When the AP calculated Sanders had overestimated how much money a 10% tax hike on the wealthiest Americans would raise, Sanders acknowledged the error and complained they were missing the larger imperative, the need to raise taxes on the rich.
When newspapers reported on Sanders’ tax returns, which showed he and his wife, Jane, had made more than $85,000 in 1989 (around $180,000 today), Smith suggested Sanders was among the wealthiest 10% and not serious about his tax plan. Sanders complained about Smith’s lack of similar transparency and responded, “We own one house. My wife and I took out a loan to send our children to college.”
One kerfuffle concerned how the Sanders campaign classified some staff members as independent consultants rather than employees, in an alleged attempt to avoid state and federal taxes. The staffers insisted they had sought the status themselves and paid their own taxes, and it soon emerged that everyone — even then Lt. Gov. Howard Dean and longtime Sen. Patrick Leahy — had engaged in the practice. That included Smith, who had paid a single employee under this arrangement almost as much as Sanders had paid his entire 1988 staff. Even so, Smith and his campaign wasted no time in painting Sanders as a tax-the-rich hypocrite who wanted to avoid taxes himself.
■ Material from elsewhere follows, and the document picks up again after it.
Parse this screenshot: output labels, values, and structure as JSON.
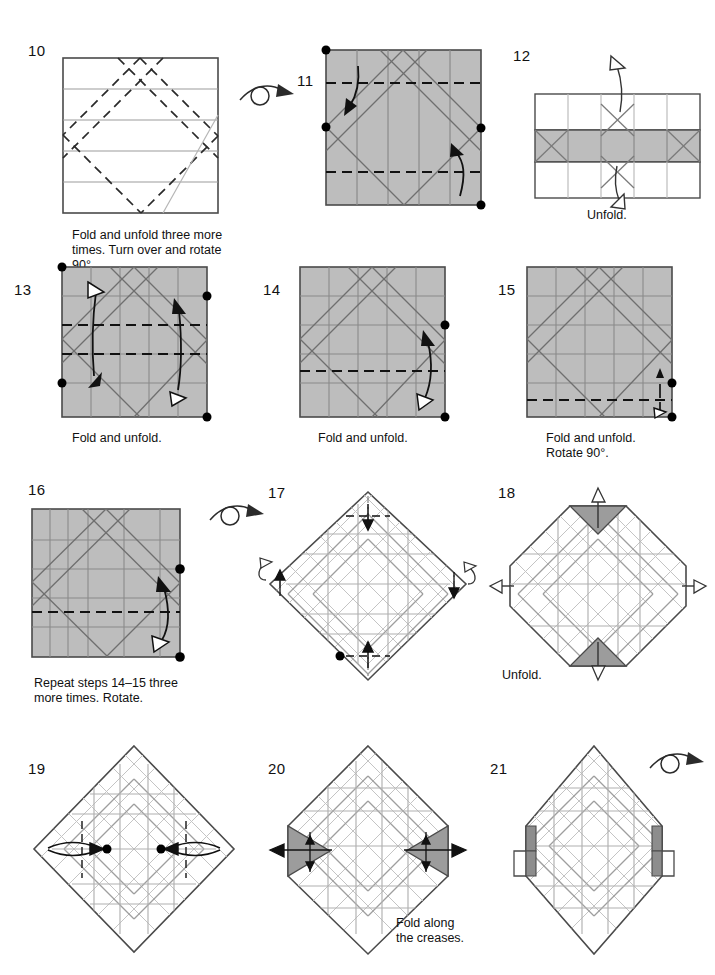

In response, Sanders accused Smith of “gutter politics” and called on him to “come back to the high road of Vermont politics that you and I have shared for many years.”
After Sanders won the June 1990 endorsement of Vermont’s largest union, the 7,800-strong chapter of the National Education Association (NEA), news coverage instead focused on its top-down endorsement process. Rather than polling its members, the union’s board of directors chose Sanders through the same (undemocratic) method it had always used.
This time, however, the media extensively covered the disgruntlement of the rank-and-file teachers. The Reformer quoted one Smith-supporting teacher saying that, “even if they endorsed Peter Smith, I really, honestly, would tell you that it was unfair.” Sandoval decried it as “sneaky, power play politics” and likened it to “a coup attempt.”
As in 2020, Sanders got more traction in 1990 with local unions than with wary national labor organizations. The national NEA rejected the Vermont chapter’s endorsement, electing to stay neutral because of Smith’s decent voting record. In response, over 10 days, teachers around the country raised $3,001 for the Sanders campaign, helping to offset the $5,000 Sanders lost out on through the reversal, handing the money over in a stack of bills and checks held together with a rubber band.
Sanders suffered another national union-related setback after a labor PAC funding competitive House races declined to endorse him. Even so, Sanders won the support of many Vermont unions. As his campaign gained momentum, the AFL-CIO came on board.
Perhaps the campaign’s biggest obstacle, however, was the outbreak of the Gulf War in August 1990, with Saddam Hussein’s Iraq invading neighboring Kuwait. The conflict scrambled the Vermont House race, shifting the discussion away from Sanders’ favored terrain of economic inequality and toward foreign policy.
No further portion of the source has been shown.